Former Maldivian President Charged with Graft

Published: 08 February 2019

the maldives

A beach in the Maldives (Photo: Pixabay)

By Lucy Papachristou

The former president of the Maldives was charged with grand corruption, money laundering and theft on Wednesday, the Diplomat, a Tokyo-based news magazine covering the Asia-Pacific, reported.

Abdulla Yameen Abdul Gayoom was president of the small island nation southwest of Sri Lanka, from 2013 to 2018, when he reluctantly conceded defeat to opposition candidate Ibrahim Mohamed Solih. 

According to one report obtained by local media, the investigation into Yameen began after “state investigative authorities filed a police report regarding Yameen’s illegal financial transactions when he was president,” which included leasing islands via the Maldives Marketing and PR Corporation. 

Money earned from these transactions, the report alleges, was transferred to Yameen’s account at the Maldives Islamic Bank and subsequently laundered. His accounts were frozen last December as part of the investigation. 

This same island-leasing scheme was the subject of a months-long OCCRP investigation published just prior to the September 2018 election that narrated how Yameen and his trusted circle of senior advisers carved up their island paradise to lease to tourism developers—while allowing the tens of millions of dollars in proceeds, which should have gone to the impoverished Maldivian people, line their own pockets. 

In his inaugural address, Solih decried the previous administration’s decision to indulge in “reckless mega development projects undertaken purely for political gains.” Just last month, the new president urged his people to come forward with any information concerning instances of graft during Yameen’s tenure. 

Yameen’s island-leasing scheme, OCCRP uncovered, had a long history and openly flouted the law. 

“They have been doing for ages, and so they know there is no way for the public to hold these criminal accountable,” a former Maldivian auditor-general told OCCRP. 

“They take Maldives law as a joke,” he added.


**EXERCISE**.
Output all of the records exactly as written.

**DATA FOR ANALYSIS**.

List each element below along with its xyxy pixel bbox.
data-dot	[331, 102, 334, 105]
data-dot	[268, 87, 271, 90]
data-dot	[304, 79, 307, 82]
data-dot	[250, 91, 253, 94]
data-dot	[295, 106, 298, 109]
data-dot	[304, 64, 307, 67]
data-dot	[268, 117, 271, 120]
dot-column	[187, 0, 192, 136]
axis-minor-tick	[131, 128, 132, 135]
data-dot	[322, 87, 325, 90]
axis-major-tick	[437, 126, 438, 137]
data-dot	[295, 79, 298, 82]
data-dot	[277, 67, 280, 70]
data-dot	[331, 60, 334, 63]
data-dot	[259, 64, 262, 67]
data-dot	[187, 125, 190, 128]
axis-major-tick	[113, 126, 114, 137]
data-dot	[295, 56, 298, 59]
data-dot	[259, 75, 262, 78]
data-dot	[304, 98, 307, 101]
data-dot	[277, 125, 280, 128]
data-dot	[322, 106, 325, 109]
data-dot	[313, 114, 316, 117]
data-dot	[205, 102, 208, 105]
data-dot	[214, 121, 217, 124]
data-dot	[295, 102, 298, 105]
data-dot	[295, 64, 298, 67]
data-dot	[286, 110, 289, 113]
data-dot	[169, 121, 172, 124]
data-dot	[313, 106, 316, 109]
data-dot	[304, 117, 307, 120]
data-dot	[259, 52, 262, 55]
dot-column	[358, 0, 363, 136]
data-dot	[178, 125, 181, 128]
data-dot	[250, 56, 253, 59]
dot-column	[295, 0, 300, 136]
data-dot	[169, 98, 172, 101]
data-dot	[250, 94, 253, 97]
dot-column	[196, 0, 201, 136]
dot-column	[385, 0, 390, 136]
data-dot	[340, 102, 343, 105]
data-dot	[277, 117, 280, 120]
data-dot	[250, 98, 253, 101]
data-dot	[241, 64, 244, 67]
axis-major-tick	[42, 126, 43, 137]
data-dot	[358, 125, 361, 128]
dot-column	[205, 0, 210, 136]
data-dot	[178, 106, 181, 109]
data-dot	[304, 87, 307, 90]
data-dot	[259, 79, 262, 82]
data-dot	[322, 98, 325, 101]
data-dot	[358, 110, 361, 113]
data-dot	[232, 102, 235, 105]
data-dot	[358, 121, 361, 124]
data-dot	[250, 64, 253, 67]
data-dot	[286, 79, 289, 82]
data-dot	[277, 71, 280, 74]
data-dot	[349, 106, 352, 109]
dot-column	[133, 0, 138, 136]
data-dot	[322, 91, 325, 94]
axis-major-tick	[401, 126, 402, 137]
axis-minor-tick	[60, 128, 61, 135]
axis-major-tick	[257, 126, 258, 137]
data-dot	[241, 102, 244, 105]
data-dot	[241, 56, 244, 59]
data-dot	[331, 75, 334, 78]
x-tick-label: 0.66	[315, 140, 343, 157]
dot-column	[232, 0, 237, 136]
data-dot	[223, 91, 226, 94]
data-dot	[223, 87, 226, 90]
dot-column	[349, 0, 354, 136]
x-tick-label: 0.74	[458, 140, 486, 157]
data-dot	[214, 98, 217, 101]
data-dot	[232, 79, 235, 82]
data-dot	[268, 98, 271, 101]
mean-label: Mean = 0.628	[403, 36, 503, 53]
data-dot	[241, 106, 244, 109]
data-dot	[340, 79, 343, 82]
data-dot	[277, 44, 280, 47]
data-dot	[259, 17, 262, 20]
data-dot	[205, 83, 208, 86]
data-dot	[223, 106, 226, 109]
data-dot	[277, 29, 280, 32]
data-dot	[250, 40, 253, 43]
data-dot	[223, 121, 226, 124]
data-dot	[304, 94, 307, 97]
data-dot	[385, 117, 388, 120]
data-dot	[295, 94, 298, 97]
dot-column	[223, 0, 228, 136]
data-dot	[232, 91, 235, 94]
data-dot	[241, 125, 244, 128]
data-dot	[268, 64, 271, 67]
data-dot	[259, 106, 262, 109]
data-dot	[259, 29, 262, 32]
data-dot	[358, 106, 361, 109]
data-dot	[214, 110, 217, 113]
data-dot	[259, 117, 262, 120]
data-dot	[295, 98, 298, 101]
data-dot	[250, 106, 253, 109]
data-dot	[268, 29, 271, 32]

**RESPONSE TO THE TASK**.
List each element below along with its xyxy pixel bbox.
data-dot	[331, 102, 334, 105]
data-dot	[268, 87, 271, 90]
data-dot	[304, 79, 307, 82]
data-dot	[250, 91, 253, 94]
data-dot	[295, 106, 298, 109]
data-dot	[304, 64, 307, 67]
data-dot	[268, 117, 271, 120]
dot-column	[187, 0, 192, 136]
axis-minor-tick	[131, 128, 132, 135]
data-dot	[322, 87, 325, 90]
axis-major-tick	[437, 126, 438, 137]
data-dot	[295, 79, 298, 82]
data-dot	[277, 67, 280, 70]
data-dot	[331, 60, 334, 63]
data-dot	[259, 64, 262, 67]
data-dot	[187, 125, 190, 128]
axis-major-tick	[113, 126, 114, 137]
data-dot	[295, 56, 298, 59]
data-dot	[259, 75, 262, 78]
data-dot	[304, 98, 307, 101]
data-dot	[277, 125, 280, 128]
data-dot	[322, 106, 325, 109]
data-dot	[313, 114, 316, 117]
data-dot	[205, 102, 208, 105]
data-dot	[214, 121, 217, 124]
data-dot	[295, 102, 298, 105]
data-dot	[295, 64, 298, 67]
data-dot	[286, 110, 289, 113]
data-dot	[169, 121, 172, 124]
data-dot	[313, 106, 316, 109]
data-dot	[304, 117, 307, 120]
data-dot	[259, 52, 262, 55]
dot-column	[358, 0, 363, 136]
data-dot	[178, 125, 181, 128]
data-dot	[250, 56, 253, 59]
dot-column	[295, 0, 300, 136]
data-dot	[169, 98, 172, 101]
data-dot	[250, 94, 253, 97]
dot-column	[196, 0, 201, 136]
dot-column	[385, 0, 390, 136]
data-dot	[340, 102, 343, 105]
data-dot	[277, 117, 280, 120]
data-dot	[250, 98, 253, 101]
data-dot	[241, 64, 244, 67]
axis-major-tick	[42, 126, 43, 137]
data-dot	[358, 125, 361, 128]
dot-column	[205, 0, 210, 136]
data-dot	[178, 106, 181, 109]
data-dot	[304, 87, 307, 90]
data-dot	[259, 79, 262, 82]
data-dot	[322, 98, 325, 101]
data-dot	[358, 110, 361, 113]
data-dot	[232, 102, 235, 105]
data-dot	[358, 121, 361, 124]
data-dot	[250, 64, 253, 67]
data-dot	[286, 79, 289, 82]
data-dot	[277, 71, 280, 74]
data-dot	[349, 106, 352, 109]
dot-column	[133, 0, 138, 136]
data-dot	[322, 91, 325, 94]
axis-major-tick	[401, 126, 402, 137]
axis-minor-tick	[60, 128, 61, 135]
axis-major-tick	[257, 126, 258, 137]
data-dot	[241, 102, 244, 105]
data-dot	[241, 56, 244, 59]
data-dot	[331, 75, 334, 78]
x-tick-label: 0.66	[315, 140, 343, 157]
dot-column	[232, 0, 237, 136]
data-dot	[223, 91, 226, 94]
data-dot	[223, 87, 226, 90]
dot-column	[349, 0, 354, 136]
x-tick-label: 0.74	[458, 140, 486, 157]
data-dot	[214, 98, 217, 101]
data-dot	[232, 79, 235, 82]
data-dot	[268, 98, 271, 101]
mean-label: Mean = 0.628	[403, 36, 503, 53]
data-dot	[241, 106, 244, 109]
data-dot	[340, 79, 343, 82]
data-dot	[277, 44, 280, 47]
data-dot	[259, 17, 262, 20]
data-dot	[205, 83, 208, 86]
data-dot	[223, 106, 226, 109]
data-dot	[277, 29, 280, 32]
data-dot	[250, 40, 253, 43]
data-dot	[223, 121, 226, 124]
data-dot	[304, 94, 307, 97]
data-dot	[385, 117, 388, 120]
data-dot	[295, 94, 298, 97]
dot-column	[223, 0, 228, 136]
data-dot	[232, 91, 235, 94]
data-dot	[241, 125, 244, 128]
data-dot	[268, 64, 271, 67]
data-dot	[259, 106, 262, 109]
data-dot	[259, 29, 262, 32]
data-dot	[358, 106, 361, 109]
data-dot	[214, 110, 217, 113]
data-dot	[259, 117, 262, 120]
data-dot	[295, 98, 298, 101]
data-dot	[250, 106, 253, 109]
data-dot	[268, 29, 271, 32]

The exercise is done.